• **Brief**
Exactly the lines from the line that has "reading: 0.05 mm" through the final line below are to be retyped, and the pictures are not.

• **Supplied material**

● ● ● ● ●

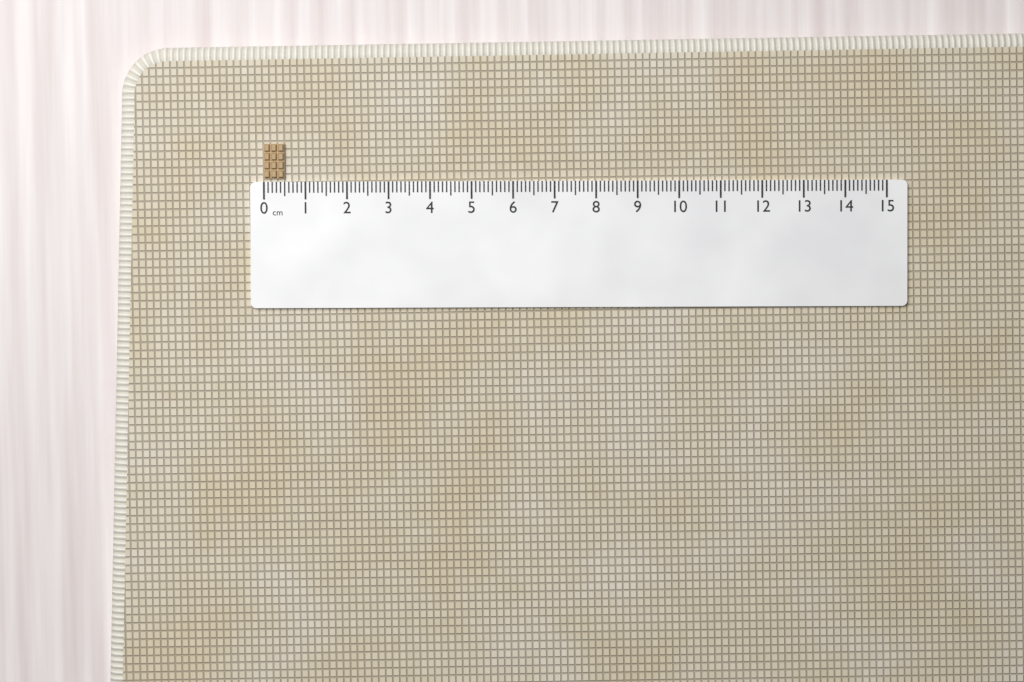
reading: 0.5 cm
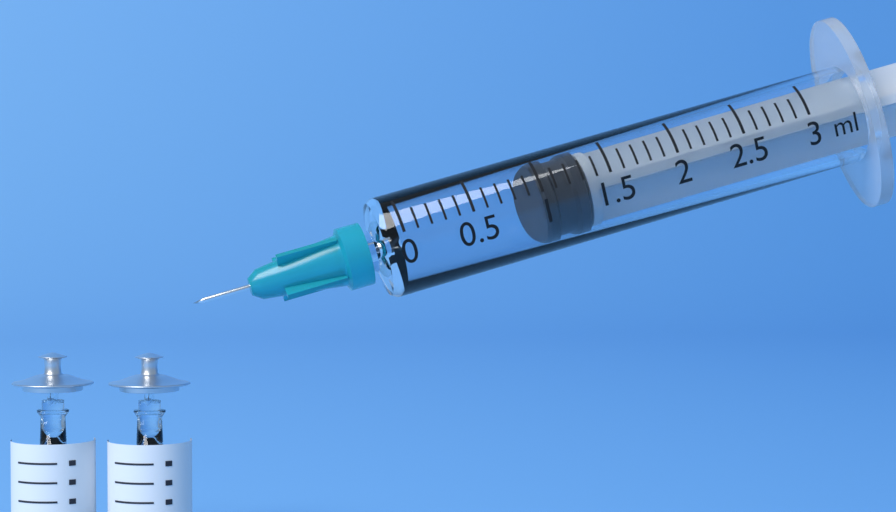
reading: 1.0 ml
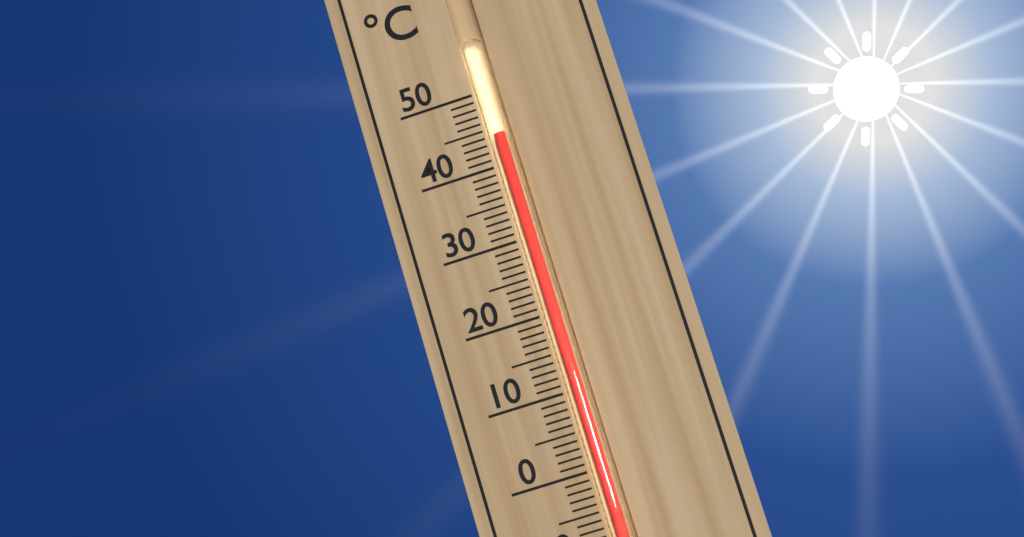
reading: 44 °C
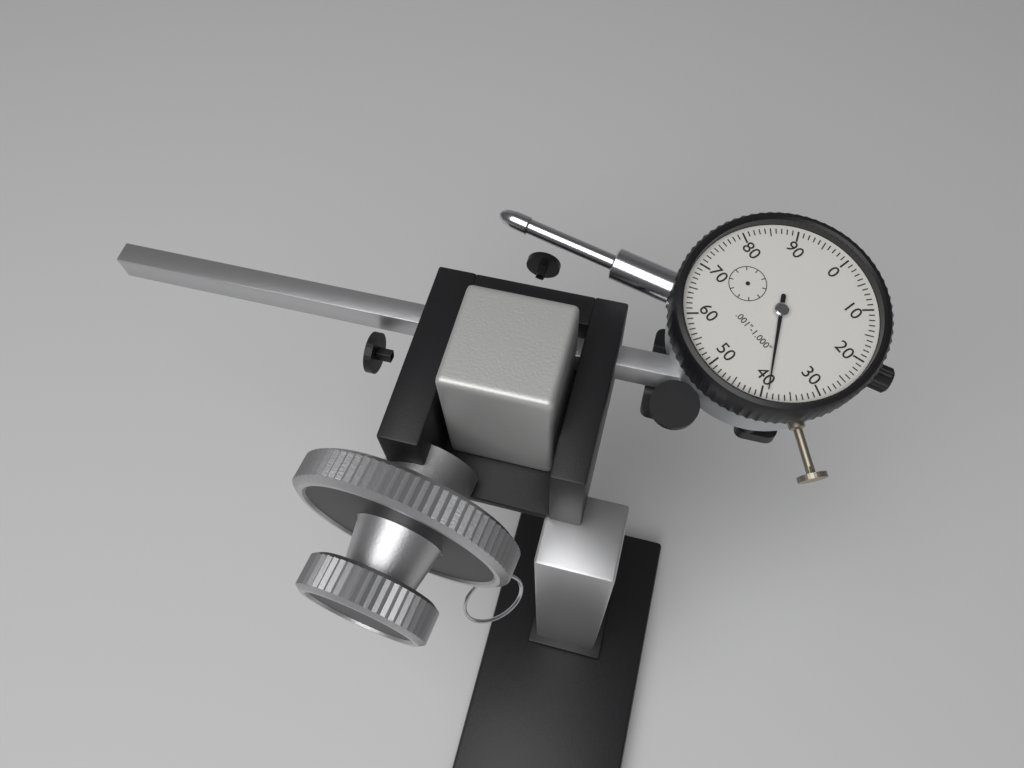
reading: 0.039 in
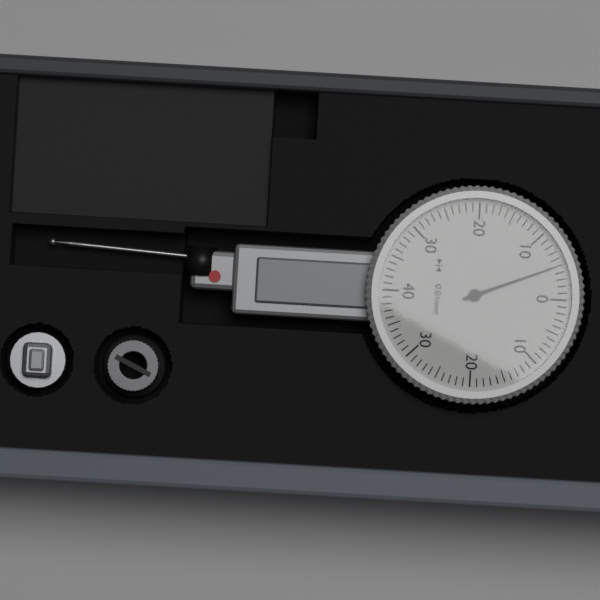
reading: 0.05 mm
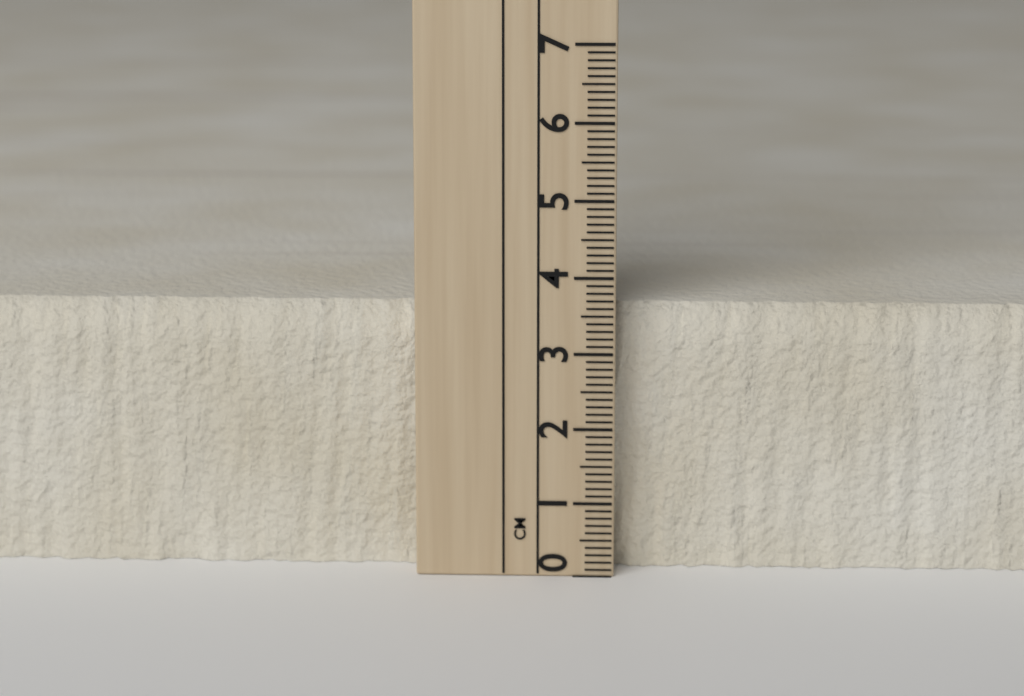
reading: 3.6 cm
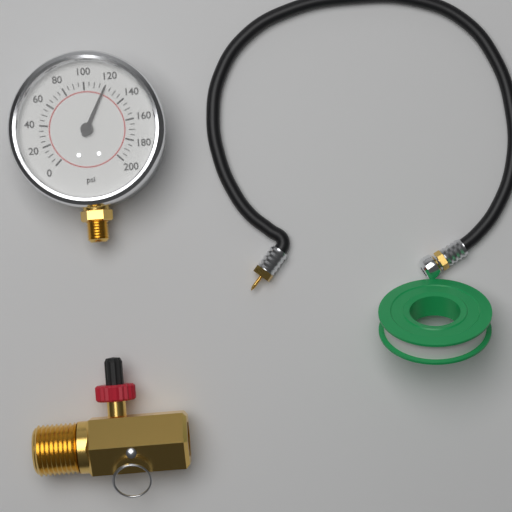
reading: 120 psi
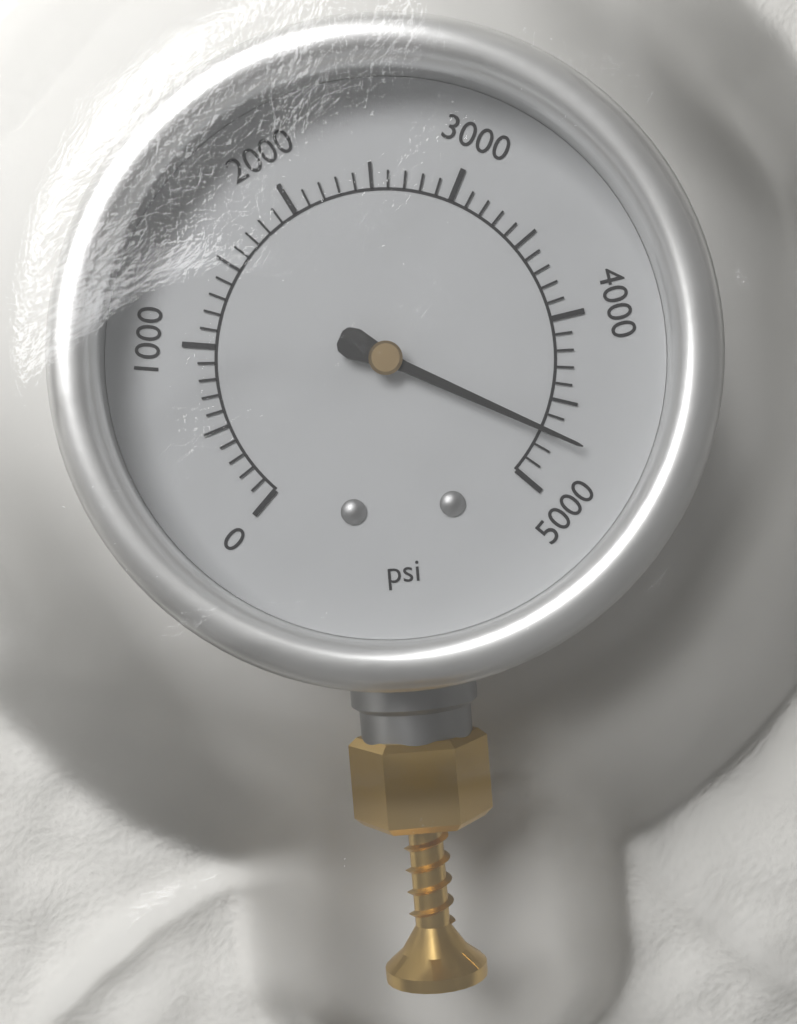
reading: 4700 psi
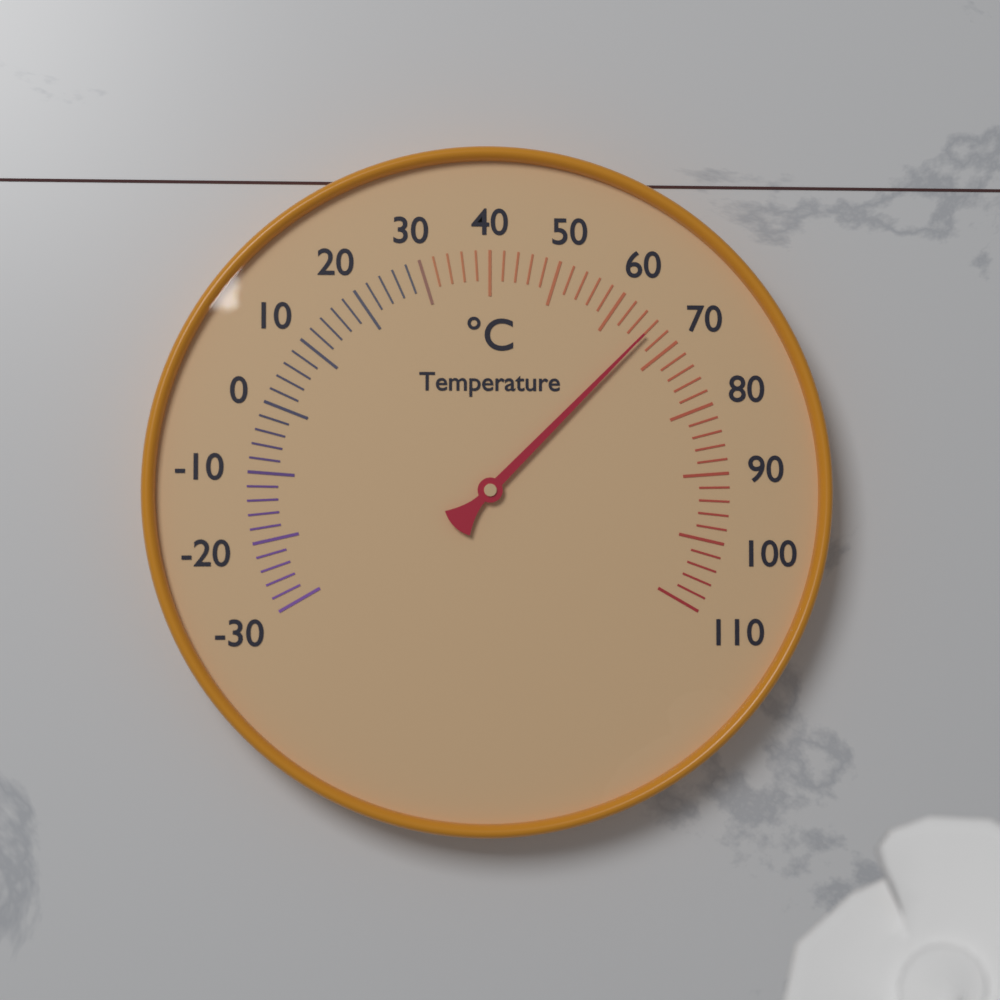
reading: 66 °C
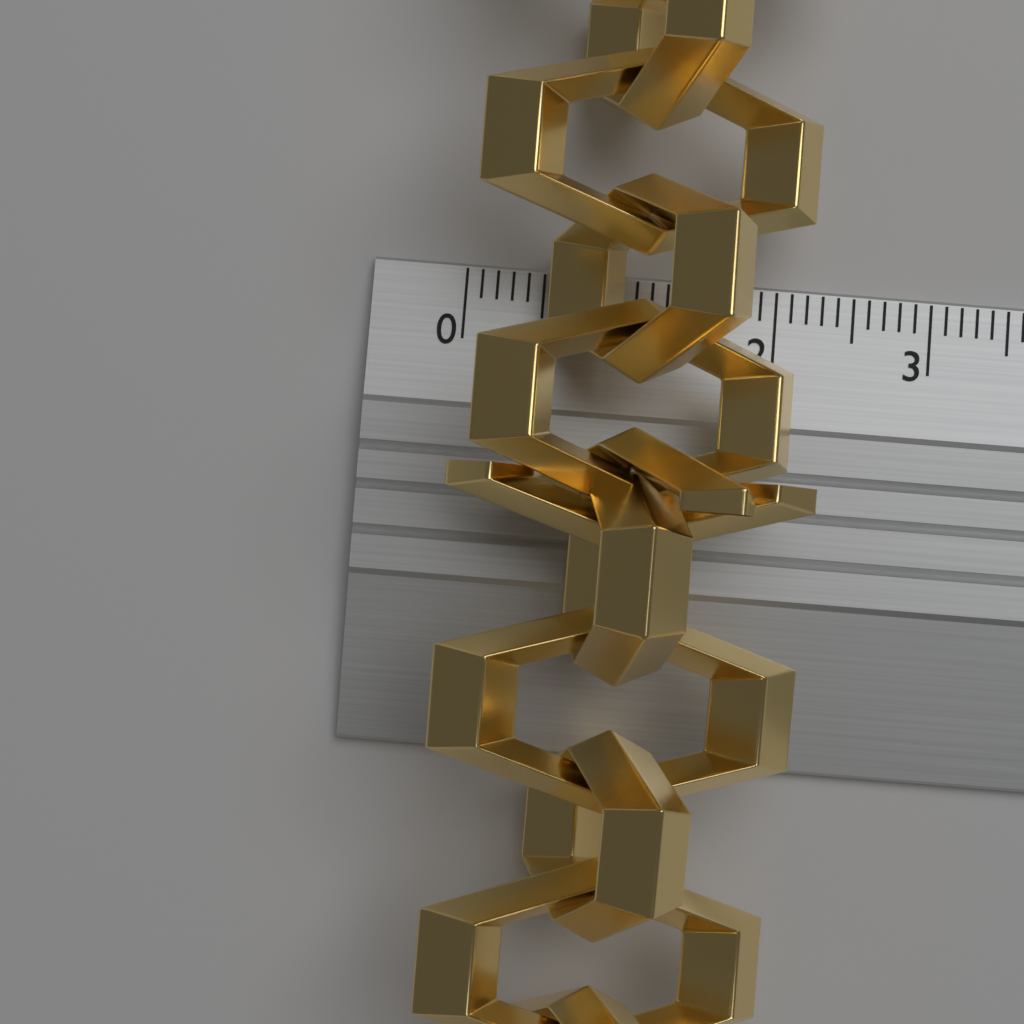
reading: 2.2 cm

● ● ● ● ●

• **Task result**
reading: 0.05 mm
reading: 3.6 cm
reading: 120 psi
reading: 4700 psi
reading: 66 °C
reading: 2.2 cm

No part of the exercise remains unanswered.